Issue (i): Whether Cenvat credit on services such as marketing consultancy and event management was admissible when the agreement, though titled as a maintenance contract, also required marketing, promotion and allied mall-management activities.
Analysis: The contract had to be read as a whole. Although styled as a maintenance contract, it expressly required the appellant to conduct events and promotions, arrange advertising and promotional programmes, advise on marketing and public relations, and undertake related operational activities. The title of the agreement was not ative where the substance of the contractual obligations brought the services within the ambit of input services under Rule 3 of the Cenvat Credit Rules, 2004.
Conclusion: The credit was admissible and the denial of Cenvat credit was unsustainable.
Issue (ii): Whether the show cause notice could validly invoke the extended period and sustain penalty in the absence of suppression or misstatement.

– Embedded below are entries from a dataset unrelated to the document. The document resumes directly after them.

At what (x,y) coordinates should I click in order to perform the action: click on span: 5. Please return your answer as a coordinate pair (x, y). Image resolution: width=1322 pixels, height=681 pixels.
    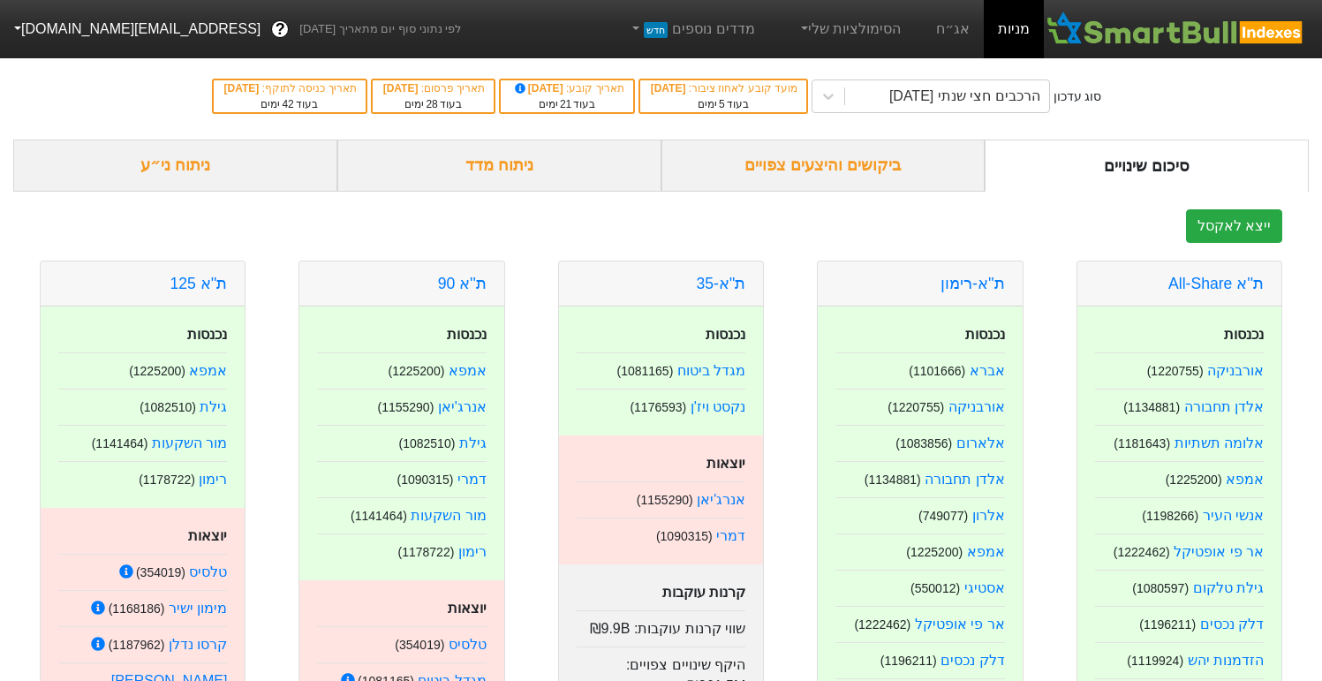
    Looking at the image, I should click on (721, 104).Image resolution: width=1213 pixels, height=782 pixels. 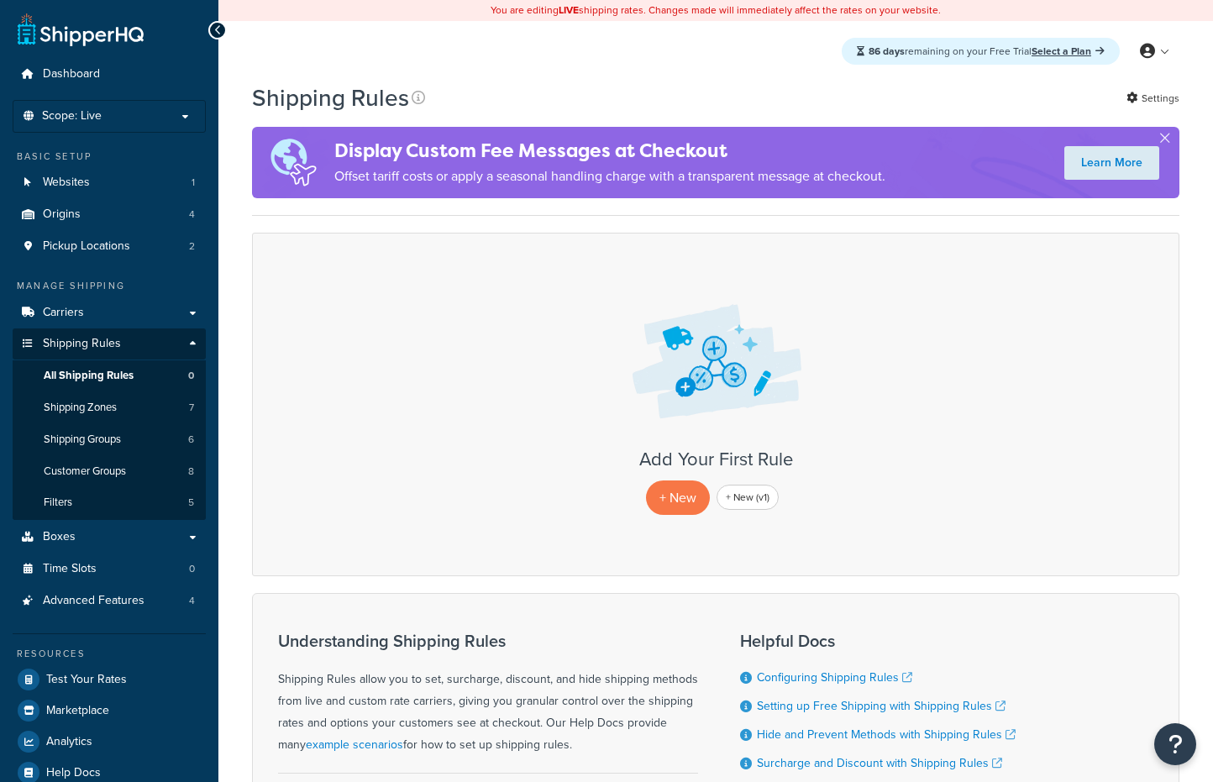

Analysis: The Department was required to establish suppression or misrepresentation with intent to evade duty. No such evidence was shown. Since the credit itself was held to be rightly availed and the record disclosed no positive act of suppression, invocation of the proviso to Section 73 of the Central Excise Act, 1944 was not justified. On the same reasoning, penalty could not be imposed.
Conclusion: The show cause notice was time-barred and penalty was not leviable.
Final Conclusion: The impugned order was set aside and the appellant succeeded on both admissibility of credit and limitation with penalty consequences.
Ratio Decidendi: Where a contract is required to be read as a whole, its substance prevails over its title for determining input-service eligibility, and the extended period cannot be invoked without proof of suppression or intent to evade duty.